What needs to be done >>
The response should be the lines of the data, starting at the first and ending at the one that contains "The image size is (653, 529).", copied without change.

Stored items

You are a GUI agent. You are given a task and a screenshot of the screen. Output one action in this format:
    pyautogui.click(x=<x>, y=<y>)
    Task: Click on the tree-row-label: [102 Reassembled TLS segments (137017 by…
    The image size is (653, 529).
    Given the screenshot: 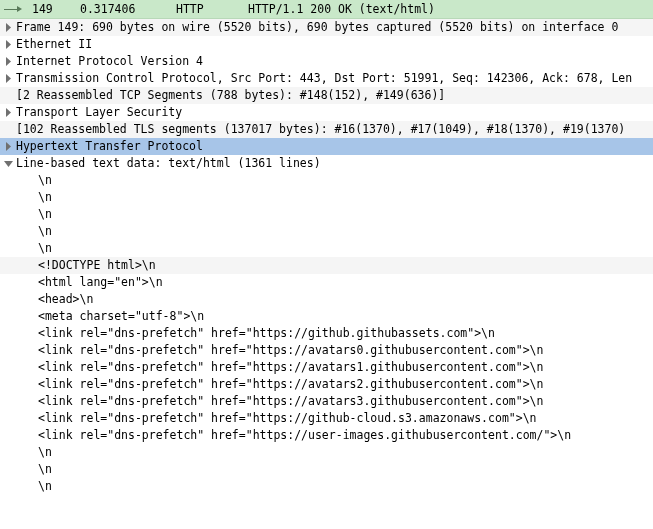 What is the action you would take?
    pyautogui.click(x=334, y=130)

Result of this exercise >>
You are a GUI agent. You are given a task and a screenshot of the screen. Output one action in this format:
    pyautogui.click(x=<x>, y=<y>)
    Task: Click on the tree-row-label: [102 Reassembled TLS segments (137017 by…
    The image size is (653, 529).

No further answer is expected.